Andrew Griffith MP is Shadow Secretary of State for Business & Trade and Conservative MP for Arundel & South Downs.
The Labour Party is not lucky with their selection of Chancellors.
The last occupant of Number 11 to have to resign for leaking a budget was a Labour chancellor, Hugh Dalton.
Amidst the chaos of the last weeks nonsensical briefings and then denials it is worth recalling his crime: to make a mere off-the-cuff remark to a journalist on budget day itself as he walked into the chamber.
Given the current propensity for newspapers to shamelessly accept industrial quantities of kites flown by treasury spinners weeks in advance of budget day, perhaps a posthumous pardon for Hugh Dalton might be in order.
His biographer Ben Pimlott characterised him as irascible, given to poor judgment and lacking administrative talent. How lucky that history doesn’t repeat itself!
Whilst the Westminster bubble can be forgiven for another week of forward-looking speculation about the Budget, the actual instrument dials of the economy right now are looking pretty sick.
Remember Keir Starmer’s invocation that “growth is the defining mission of my government”? Echoed ad nauseum like a speak-your-weight machine by Rachel Reeves. Well, that’s not going well. Last week we learned that GDP growth in September fell once again to 0.1 per cent.
We also learned from the ONS data that over the last year 180,000 people have lost their jobs. That’s more than the capacity of Twickenham and Wembley stadium combined. And it’s getting worse with jobs now disappearing at the rate of 1,000 per day. The rate of unemployment has reached five per cent having been falling when Labour came to office, and it has gone up practically every month since. No coincidence.
And finally, data on business confidence and manufacturing production remained firmly in negative territory. If market confidence in the current team was all that was keeping Starmer in Downing Street, let’s just say that after Friday’s closing gilt prices and the FTSE100 index falling, Wes Streeting might be placing a large curtain order soon.
Whilst Labour twist and turn, there is the clearest of clear blue water between the government and the Conservative alternative than there has been for more than a generation.
Unlike Labour’s vicious infighting, we are a collaborative team, working in concert to deliver a stronger economy: Helen Whately laying out billions of savings in welfare spending, Claire Coutinho’s plan for cheaper energy and Mel Stride last week rightly tearing up woke diversity rules in the financial sector.
Businessmen and women who gave up on previous Conservative governments and even many who supported Labour in 2024 are now keen to hear more or are already firmly back in our camp.
Under new management – and willing to acknowledge errors made when previous leaders strayed from true conservative principles – Kemi and I face record demand to speak to business events for an opposition this early in any parliament.
Upcoming budget tax rises aside, if there is one measure that epitomises the gulf between government and opposition, it is the governments ‘Bill for Unemployment’ which consists of 330 close-typed pages of back to the 1970’s style legislation.
More and longer strikes, a union ‘right to roam’ in private businesses, a charter for vexatious and expensive claims to the employment tribunal and a recipe to destroy hundreds of thousands of jobs, it will be immensely damaging to the economy. More than 700,000 people aged 16 to 24 are unemployed today and this Bill virtually guarantees a ‘Generation Jobless’ where every household will know a child, niece, nephew or grandchild unable to find work.
The Bill is back in the House of Lords today and rather than accept moderate compromises with crossbench support, Labour is using their ‘Commons majority as a battering ram to force it through in the face of opposition from every business group, the Tony Blair Institute and even that ‘finishing school for lefties: the Resolution Foundation. Others will judge how other parties acquit themselves on their claimed support for business, but on the detailed opposition to this enormous Bill it is Conservative MPs and peers who have been doing the heavy lifting.
I believe that the defining issue of the next general election will be the economy.
This should be the terrain of our choosing and on which we can win. We understand why people get up in the morning to put their time, energy and capital on the line – taking risk to create growth for the economy and wealth and greater self-reliance from the state for themselves and their families.
With a frontbench with strong business experience, under new management, and with candidates who have themselves been entrepeneurs or in business, we are building the policies and plans to help us win.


> [Goal of the exercise] Your answer must be the lines from the one containing "Find the location" through the last line below, copied exactly, with no pictures.

> [Information given]
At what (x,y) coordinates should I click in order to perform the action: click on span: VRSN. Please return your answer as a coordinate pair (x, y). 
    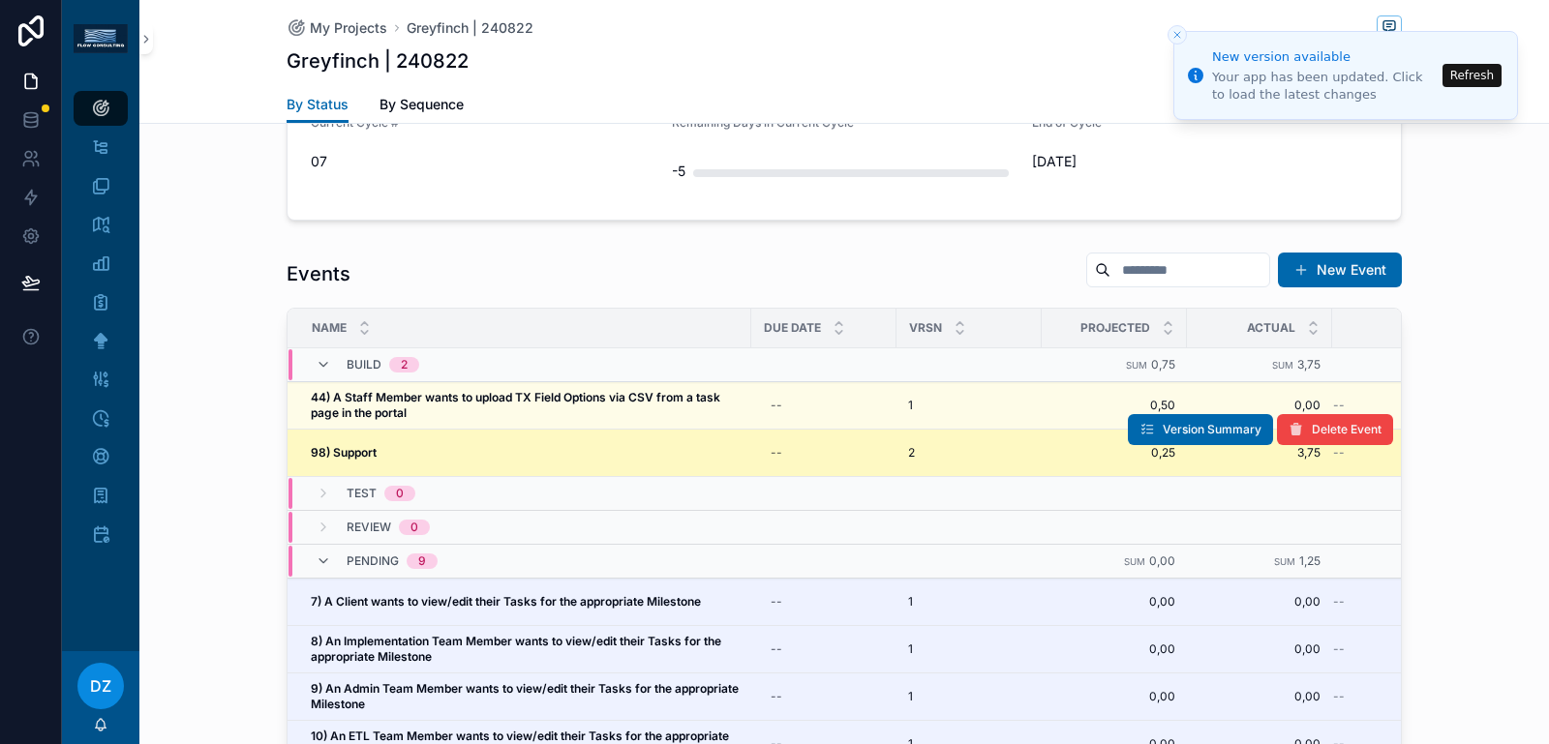
    Looking at the image, I should click on (926, 328).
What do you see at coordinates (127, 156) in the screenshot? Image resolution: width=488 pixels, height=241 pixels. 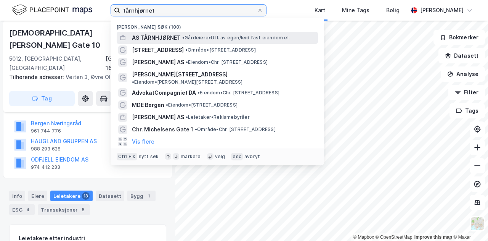 I see `div: Ctrl + k` at bounding box center [127, 156].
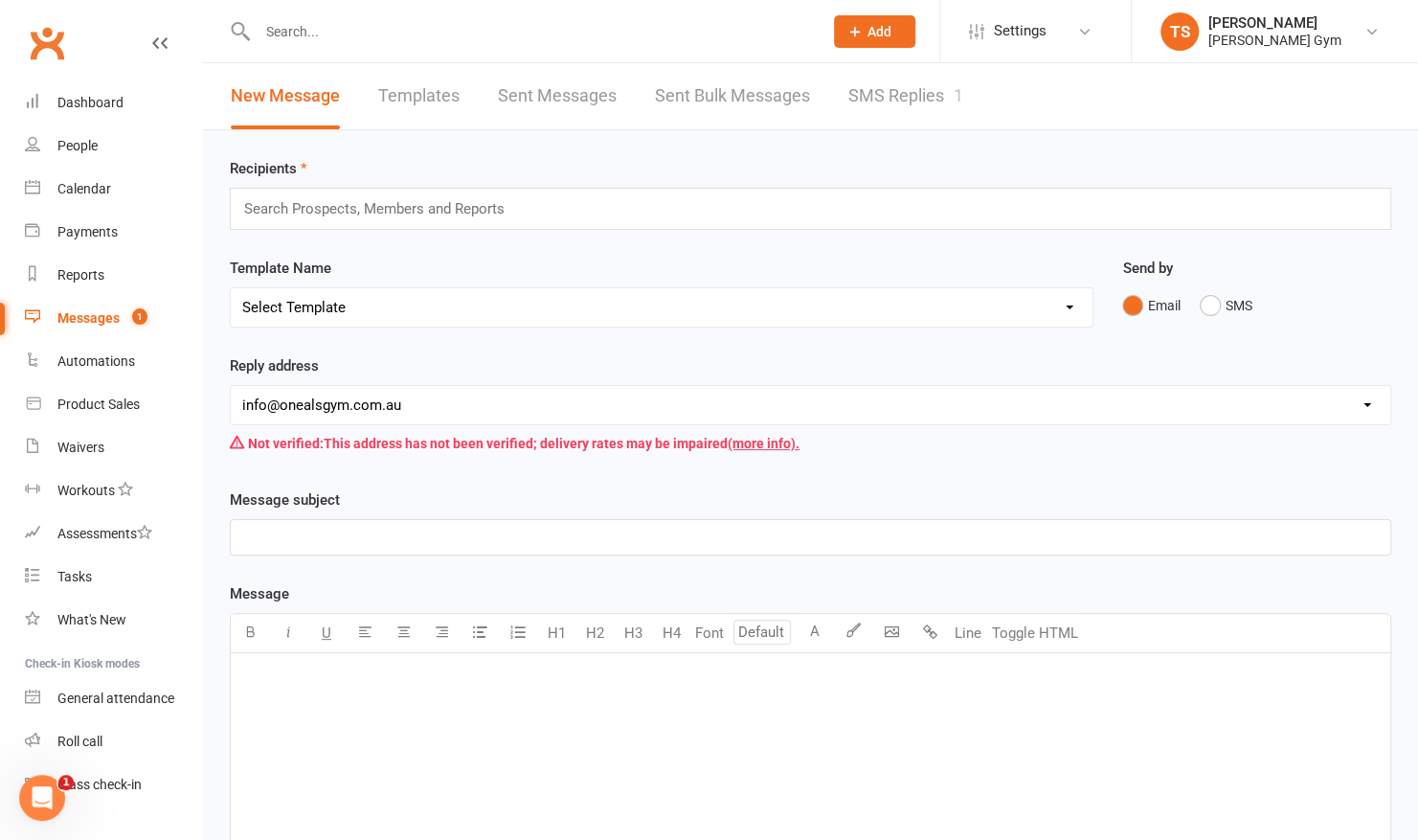 The width and height of the screenshot is (1418, 840). I want to click on span: Settings, so click(1020, 30).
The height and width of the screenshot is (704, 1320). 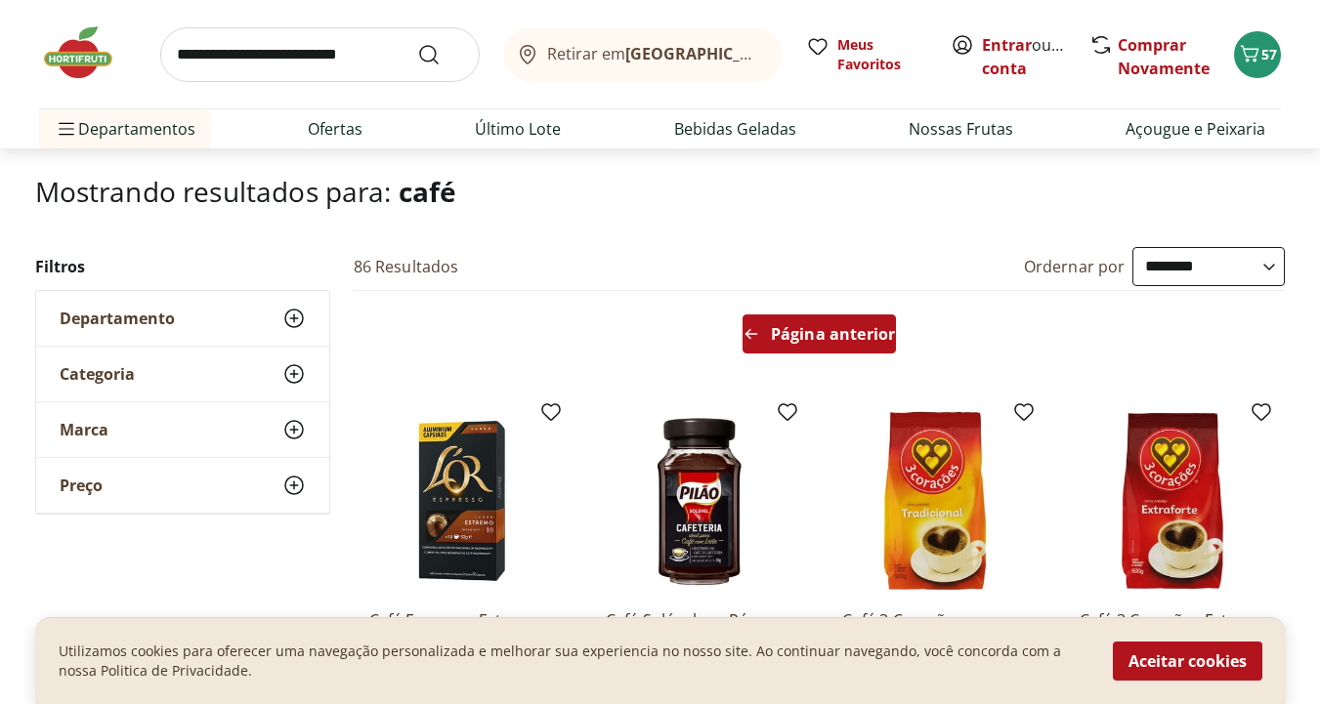 I want to click on a: Nossas Frutas, so click(x=960, y=129).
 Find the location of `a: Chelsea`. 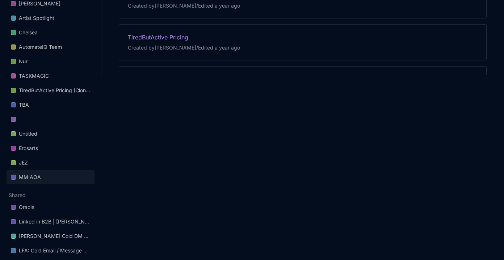

a: Chelsea is located at coordinates (50, 33).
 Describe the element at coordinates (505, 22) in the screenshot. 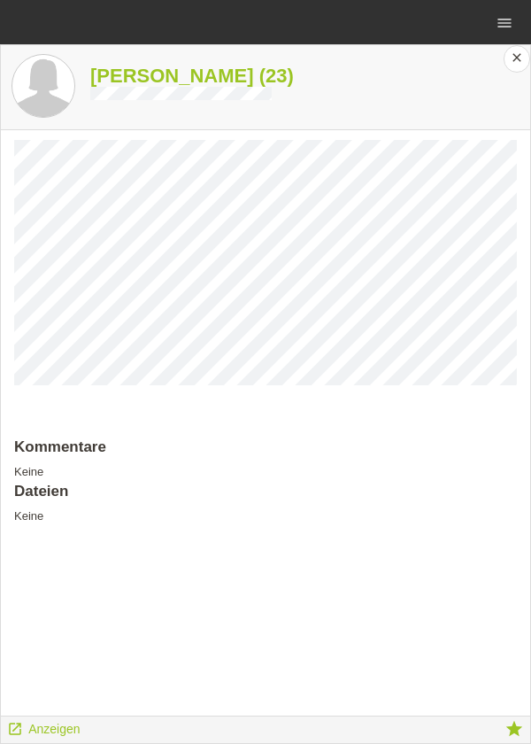

I see `a: menu` at that location.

> [Response area]
 Find the location of `a: Chelsea`. 

a: Chelsea is located at coordinates (50, 33).
 Describe the element at coordinates (505, 22) in the screenshot. 

I see `a: menu` at that location.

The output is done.